Laurynas Bareiša’s “Drowning Dry” takes the most fascinating, alluring approach to what would have otherwise been a rote, predictable turn of events. It’s a narrative firmly about trauma and how one processes it. There are no clear-cut, linear ways by which one moves over it. The manner of grappling with it is fuzzy, haphazard, and a constantly shifting process. Healing takes its time, and yet a few scars might remain forever embossed on one’s attitude when coping with the most regular, everyday moments. It’s a journey of several emotional lurches.
Grief and bereavement lodge deep within oneself. Unbidden, it rises to the fore. After the tragedy, life snowballs into a never-ending path of learning how to live with the pain and not let it destroy you wholly. The film understands essential, harrowing truths of being caught up in tragedy and its aftermath that unspools longer than one can afford to keep a lid on it and force it into repression. Bareiša is a persistently innovative filmmaker, refusing to play into the usual framework of certain situations and privileging a destabilizing method that is more receptive and authentic to the untrammeled emotional reality of characters.
Therefore, the structure deliberately loops, keeping with the characters’ interrupted emotional existence and circumstances. It is a style punctuated with breaks. An emotional throughline is ever-present, but it is never rammed head-on at the viewer. The film allows one to make associations, loose-limbed and free-floating as they are, with imagination and empathy. Since a neat trajectory is ruptured, we follow the characters in and out of flash-forwards amidst a structure interspersed with fragmentary tendencies.
Bareiša’s screenplay is like a patchwork of incidents that have a key, common root in trauma. Everything in the film stems from and pivots around that. The film’s tangential perspective on events grants it unusual leeway in broaching complex private despair and a gamut of tough emotional terrain. By infusing unpredictability into the mix, the story of two sisters isn’t allowed to stagnate in the mesh of trauma and loss but reconfigure as a dynamic movement of growth and coming to terms with extreme pain.
Ernesta (Gelminė Glemžaitė) and Lukas (Paulius Markevičius) are somehow scraping by, confessing their dire straits to the former’s sister, Juste (Agnė Kaktaitė) and her husband, Tomas (Giedrius Kiela). Ernesta has been jobless for a while, and Lukas’ short-term contracts have also left him on the perch. They aren’t even promised a loan, which they desperately need. The two families are vacationing at a country house that belonged to the sisters’ parents. Both the women seem pretty pissed off and unimpressed by their husbands, who clearly struggle when asked to look after the kids in their absence. Suddenly, Juste’s daughter, Urte, has a drowning accident in the lake on the property.
The brilliant trick the film plays, without harping on its mischief and instead spilling over with curiosity, is its upending a resolute, cleanly traced narrative direction. There’s immense melancholy shading the characters, but the film strategically eschews the least bit of melodramatic indulgence. It is far cleverer for that. With a snakelike agility, the film trails the women as they dip out of the present and resurface in the future.
Even that arc is problematized as the narrative replays a selection of the crucial scenes and moments that became inseparable from the women’s tortured memories. A scene where the sisters dance, only to be rudely interrupted by their kids’ demands, unravels twice to differing songs. Pockets from the fateful day are also rejigged to initially disorienting but ultimately coherent effect.
“Drowning Dry” rests on the natural magnetic chemistry shared between Glemžaitė and Kaktaitė, despite the film not elaborately building their bond. Both achieve an instant resonance with their characters’ individual shattered emotional selves. The climactic conversation between the two sisters is phenomenally performed. The director evokes seemingly disconnected bits yet accomplishes a smart, emotionally well-connected whole that recognizes the crushing gravity of a moment as emblematic of an entirety of loss.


• WHAT IS NEEDED: Answer with a single number: how many lines in the listing below include "tree"?

• GIVEN INFORMATION:
• • • • •
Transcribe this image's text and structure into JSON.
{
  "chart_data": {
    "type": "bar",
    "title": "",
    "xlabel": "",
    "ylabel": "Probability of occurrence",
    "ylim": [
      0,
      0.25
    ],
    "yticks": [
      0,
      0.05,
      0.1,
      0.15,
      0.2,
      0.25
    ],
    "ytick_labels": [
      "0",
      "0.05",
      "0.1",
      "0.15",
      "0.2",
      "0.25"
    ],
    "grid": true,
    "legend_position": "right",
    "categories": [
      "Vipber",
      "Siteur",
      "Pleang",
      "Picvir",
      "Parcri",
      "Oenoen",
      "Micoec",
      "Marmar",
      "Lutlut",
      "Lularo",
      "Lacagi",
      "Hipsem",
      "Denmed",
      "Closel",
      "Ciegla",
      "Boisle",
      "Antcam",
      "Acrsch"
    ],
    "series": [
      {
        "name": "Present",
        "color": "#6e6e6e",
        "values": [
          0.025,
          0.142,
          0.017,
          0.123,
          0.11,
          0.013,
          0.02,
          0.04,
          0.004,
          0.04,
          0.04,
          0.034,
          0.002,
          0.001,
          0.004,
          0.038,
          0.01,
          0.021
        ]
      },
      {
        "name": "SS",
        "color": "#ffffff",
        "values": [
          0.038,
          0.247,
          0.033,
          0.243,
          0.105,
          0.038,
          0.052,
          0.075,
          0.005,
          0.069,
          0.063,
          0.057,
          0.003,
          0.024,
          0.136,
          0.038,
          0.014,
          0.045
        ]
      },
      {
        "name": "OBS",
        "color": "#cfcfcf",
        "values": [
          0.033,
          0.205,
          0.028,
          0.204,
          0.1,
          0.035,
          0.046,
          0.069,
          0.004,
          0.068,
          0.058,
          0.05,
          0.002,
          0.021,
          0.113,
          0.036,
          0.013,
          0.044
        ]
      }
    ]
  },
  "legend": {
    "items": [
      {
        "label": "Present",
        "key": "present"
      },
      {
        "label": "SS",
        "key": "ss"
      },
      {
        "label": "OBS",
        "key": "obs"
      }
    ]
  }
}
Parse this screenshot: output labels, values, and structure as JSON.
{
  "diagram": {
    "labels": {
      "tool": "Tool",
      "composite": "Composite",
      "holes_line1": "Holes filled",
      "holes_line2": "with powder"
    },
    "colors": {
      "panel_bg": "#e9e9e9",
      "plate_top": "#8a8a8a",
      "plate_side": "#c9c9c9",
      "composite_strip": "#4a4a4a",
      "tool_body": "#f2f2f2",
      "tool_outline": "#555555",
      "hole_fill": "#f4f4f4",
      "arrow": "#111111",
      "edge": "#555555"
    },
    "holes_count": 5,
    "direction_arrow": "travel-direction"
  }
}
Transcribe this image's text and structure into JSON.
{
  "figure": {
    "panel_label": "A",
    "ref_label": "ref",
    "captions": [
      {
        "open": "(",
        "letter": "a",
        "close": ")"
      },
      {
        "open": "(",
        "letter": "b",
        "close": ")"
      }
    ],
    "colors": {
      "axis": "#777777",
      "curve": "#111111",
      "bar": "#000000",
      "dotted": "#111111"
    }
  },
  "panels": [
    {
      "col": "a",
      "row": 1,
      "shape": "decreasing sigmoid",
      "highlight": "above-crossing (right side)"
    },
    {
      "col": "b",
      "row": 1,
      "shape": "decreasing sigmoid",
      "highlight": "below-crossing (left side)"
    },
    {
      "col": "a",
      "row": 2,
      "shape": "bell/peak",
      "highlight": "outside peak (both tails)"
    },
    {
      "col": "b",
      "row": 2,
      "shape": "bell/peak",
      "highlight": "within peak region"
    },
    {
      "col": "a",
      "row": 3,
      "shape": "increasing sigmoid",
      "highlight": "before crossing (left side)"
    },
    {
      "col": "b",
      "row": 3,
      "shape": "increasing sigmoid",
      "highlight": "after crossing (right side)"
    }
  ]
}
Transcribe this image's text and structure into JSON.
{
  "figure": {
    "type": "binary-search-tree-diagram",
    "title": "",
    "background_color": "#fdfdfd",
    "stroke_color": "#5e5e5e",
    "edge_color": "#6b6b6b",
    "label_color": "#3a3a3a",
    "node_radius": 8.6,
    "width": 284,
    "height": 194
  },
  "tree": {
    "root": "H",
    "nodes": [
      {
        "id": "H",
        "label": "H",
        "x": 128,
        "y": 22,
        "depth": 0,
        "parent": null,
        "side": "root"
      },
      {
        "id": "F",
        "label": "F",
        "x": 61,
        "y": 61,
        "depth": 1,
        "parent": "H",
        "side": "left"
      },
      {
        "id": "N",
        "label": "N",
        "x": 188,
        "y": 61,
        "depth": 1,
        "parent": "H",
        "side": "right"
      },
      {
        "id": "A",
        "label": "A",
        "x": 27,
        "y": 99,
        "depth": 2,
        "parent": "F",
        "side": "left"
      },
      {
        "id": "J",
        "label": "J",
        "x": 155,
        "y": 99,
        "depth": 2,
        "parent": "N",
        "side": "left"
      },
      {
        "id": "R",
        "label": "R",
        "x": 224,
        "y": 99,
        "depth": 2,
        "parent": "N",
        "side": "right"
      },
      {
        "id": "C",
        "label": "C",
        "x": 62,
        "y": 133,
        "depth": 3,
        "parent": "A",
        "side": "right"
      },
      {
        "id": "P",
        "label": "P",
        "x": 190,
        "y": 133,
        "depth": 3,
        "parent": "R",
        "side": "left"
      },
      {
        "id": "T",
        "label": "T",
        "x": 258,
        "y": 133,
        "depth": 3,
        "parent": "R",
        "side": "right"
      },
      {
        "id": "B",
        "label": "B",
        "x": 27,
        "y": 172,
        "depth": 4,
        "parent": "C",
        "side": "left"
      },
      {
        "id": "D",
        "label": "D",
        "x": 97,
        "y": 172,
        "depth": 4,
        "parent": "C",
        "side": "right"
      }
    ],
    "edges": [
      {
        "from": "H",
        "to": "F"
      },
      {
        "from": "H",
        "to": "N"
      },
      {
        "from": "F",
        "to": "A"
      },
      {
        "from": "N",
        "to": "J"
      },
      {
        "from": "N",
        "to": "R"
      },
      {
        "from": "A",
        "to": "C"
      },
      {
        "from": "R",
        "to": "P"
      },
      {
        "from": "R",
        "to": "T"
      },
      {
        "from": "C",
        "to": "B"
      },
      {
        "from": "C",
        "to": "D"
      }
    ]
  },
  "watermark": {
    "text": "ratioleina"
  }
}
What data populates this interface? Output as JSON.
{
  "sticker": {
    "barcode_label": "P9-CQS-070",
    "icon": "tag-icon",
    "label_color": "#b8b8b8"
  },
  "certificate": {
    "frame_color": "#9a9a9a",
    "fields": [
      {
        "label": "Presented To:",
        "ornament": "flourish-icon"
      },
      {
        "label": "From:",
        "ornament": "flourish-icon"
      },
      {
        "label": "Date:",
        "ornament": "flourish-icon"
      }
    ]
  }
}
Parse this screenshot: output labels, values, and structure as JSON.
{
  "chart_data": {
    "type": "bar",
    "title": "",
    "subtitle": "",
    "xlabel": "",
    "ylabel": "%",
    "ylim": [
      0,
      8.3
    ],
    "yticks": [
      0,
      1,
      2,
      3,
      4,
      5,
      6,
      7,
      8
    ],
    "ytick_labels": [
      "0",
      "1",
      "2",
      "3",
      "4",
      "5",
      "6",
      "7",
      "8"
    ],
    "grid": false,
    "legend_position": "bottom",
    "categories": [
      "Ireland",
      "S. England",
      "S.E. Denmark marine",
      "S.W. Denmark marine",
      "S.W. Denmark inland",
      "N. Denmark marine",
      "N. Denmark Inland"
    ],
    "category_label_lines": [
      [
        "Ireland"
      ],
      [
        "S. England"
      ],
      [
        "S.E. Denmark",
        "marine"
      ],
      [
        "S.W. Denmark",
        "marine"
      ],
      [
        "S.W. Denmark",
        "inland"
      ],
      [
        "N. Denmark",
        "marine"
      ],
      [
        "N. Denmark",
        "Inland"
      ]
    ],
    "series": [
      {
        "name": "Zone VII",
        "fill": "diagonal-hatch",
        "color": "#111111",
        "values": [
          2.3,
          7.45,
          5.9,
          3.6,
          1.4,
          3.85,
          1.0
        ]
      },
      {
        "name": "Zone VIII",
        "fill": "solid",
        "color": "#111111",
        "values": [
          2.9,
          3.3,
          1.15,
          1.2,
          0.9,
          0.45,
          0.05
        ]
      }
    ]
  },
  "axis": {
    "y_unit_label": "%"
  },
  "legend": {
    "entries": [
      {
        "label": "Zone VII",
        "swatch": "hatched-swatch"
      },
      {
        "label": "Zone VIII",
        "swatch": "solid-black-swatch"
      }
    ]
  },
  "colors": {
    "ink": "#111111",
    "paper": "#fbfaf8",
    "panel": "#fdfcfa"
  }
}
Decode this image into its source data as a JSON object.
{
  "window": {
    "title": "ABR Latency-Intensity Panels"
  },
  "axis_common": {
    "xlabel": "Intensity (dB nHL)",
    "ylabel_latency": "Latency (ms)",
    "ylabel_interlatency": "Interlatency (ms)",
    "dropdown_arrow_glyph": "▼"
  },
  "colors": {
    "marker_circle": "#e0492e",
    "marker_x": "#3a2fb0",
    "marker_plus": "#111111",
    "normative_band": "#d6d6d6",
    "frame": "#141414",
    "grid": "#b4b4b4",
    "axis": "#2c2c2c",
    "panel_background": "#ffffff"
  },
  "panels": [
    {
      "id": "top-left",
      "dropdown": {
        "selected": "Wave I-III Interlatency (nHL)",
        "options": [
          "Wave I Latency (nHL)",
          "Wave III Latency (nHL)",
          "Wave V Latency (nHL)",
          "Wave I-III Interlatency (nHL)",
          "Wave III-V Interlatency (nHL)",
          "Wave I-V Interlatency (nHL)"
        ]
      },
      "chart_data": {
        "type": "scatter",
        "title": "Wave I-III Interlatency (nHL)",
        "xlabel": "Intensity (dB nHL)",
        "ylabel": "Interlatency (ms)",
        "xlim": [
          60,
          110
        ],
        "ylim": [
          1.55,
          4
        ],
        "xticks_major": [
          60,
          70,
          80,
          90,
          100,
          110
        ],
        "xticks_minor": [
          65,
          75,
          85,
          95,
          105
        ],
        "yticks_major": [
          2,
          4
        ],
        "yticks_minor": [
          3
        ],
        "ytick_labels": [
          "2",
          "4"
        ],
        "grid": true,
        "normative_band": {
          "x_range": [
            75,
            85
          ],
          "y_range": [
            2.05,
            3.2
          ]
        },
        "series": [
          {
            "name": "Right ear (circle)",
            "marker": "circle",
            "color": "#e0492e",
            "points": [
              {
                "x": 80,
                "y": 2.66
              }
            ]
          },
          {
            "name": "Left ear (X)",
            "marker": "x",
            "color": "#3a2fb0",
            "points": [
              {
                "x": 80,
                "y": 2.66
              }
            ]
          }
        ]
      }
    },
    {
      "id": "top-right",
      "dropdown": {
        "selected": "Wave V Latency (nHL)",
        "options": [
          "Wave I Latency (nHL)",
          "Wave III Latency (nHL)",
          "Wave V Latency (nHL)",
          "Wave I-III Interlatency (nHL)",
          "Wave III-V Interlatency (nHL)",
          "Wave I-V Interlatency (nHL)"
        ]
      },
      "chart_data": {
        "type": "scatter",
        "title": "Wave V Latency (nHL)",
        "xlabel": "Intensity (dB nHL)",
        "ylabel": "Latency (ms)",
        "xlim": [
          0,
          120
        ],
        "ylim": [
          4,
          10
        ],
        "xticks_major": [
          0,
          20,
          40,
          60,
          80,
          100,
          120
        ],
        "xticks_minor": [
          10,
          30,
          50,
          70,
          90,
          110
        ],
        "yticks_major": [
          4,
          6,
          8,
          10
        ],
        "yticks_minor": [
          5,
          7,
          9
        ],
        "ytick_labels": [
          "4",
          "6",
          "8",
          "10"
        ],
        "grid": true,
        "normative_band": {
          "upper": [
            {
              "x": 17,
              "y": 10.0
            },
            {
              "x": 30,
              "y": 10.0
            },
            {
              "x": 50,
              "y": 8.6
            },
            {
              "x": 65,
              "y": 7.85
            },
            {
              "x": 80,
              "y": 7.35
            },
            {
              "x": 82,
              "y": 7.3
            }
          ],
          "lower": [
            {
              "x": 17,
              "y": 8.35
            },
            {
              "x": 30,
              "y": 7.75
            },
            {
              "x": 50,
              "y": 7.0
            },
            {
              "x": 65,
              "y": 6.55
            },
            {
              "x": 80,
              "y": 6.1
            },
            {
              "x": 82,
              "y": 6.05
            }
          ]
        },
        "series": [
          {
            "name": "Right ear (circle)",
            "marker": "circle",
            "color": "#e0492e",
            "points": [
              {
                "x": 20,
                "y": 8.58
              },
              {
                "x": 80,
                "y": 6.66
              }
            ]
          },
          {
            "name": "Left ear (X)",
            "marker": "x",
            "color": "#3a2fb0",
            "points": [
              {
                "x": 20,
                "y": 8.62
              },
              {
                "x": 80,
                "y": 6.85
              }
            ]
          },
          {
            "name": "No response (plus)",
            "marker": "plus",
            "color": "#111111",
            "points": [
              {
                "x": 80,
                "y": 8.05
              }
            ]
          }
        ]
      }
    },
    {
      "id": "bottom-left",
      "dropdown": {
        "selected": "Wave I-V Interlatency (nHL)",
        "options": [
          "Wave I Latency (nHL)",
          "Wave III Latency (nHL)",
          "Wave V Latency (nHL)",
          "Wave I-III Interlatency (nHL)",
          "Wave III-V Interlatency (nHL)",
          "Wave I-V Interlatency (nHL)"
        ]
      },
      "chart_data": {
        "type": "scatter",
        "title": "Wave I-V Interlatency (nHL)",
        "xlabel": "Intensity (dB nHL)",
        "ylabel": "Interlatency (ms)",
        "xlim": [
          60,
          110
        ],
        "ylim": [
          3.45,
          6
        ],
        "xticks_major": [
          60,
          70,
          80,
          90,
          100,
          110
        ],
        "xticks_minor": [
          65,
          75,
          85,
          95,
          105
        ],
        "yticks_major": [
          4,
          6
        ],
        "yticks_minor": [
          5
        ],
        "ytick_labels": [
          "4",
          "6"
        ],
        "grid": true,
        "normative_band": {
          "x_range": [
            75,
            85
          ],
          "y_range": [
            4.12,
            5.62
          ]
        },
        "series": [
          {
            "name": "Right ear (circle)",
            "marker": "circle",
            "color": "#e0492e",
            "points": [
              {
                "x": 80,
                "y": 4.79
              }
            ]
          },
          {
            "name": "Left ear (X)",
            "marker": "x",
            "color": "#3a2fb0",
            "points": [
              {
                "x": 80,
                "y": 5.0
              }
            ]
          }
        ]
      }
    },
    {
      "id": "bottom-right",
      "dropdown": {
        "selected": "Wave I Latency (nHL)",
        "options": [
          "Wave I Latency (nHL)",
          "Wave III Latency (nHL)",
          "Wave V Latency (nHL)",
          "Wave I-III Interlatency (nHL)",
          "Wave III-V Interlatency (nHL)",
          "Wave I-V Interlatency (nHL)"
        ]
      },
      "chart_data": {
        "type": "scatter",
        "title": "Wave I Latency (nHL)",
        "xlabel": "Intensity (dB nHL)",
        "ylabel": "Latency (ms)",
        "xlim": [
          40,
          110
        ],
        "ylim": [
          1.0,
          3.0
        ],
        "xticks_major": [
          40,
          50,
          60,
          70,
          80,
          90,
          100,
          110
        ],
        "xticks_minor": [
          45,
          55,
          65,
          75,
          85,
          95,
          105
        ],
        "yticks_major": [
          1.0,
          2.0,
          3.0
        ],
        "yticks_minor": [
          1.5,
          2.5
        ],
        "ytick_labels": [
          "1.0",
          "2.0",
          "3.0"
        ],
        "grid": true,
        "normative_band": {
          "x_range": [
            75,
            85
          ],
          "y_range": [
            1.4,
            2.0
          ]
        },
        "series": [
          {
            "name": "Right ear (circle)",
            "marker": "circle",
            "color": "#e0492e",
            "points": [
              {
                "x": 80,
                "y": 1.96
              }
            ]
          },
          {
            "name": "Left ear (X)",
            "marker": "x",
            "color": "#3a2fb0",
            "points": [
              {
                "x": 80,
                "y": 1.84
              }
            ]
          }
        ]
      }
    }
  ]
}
• • • • •
• WRITTEN ANSWER: 2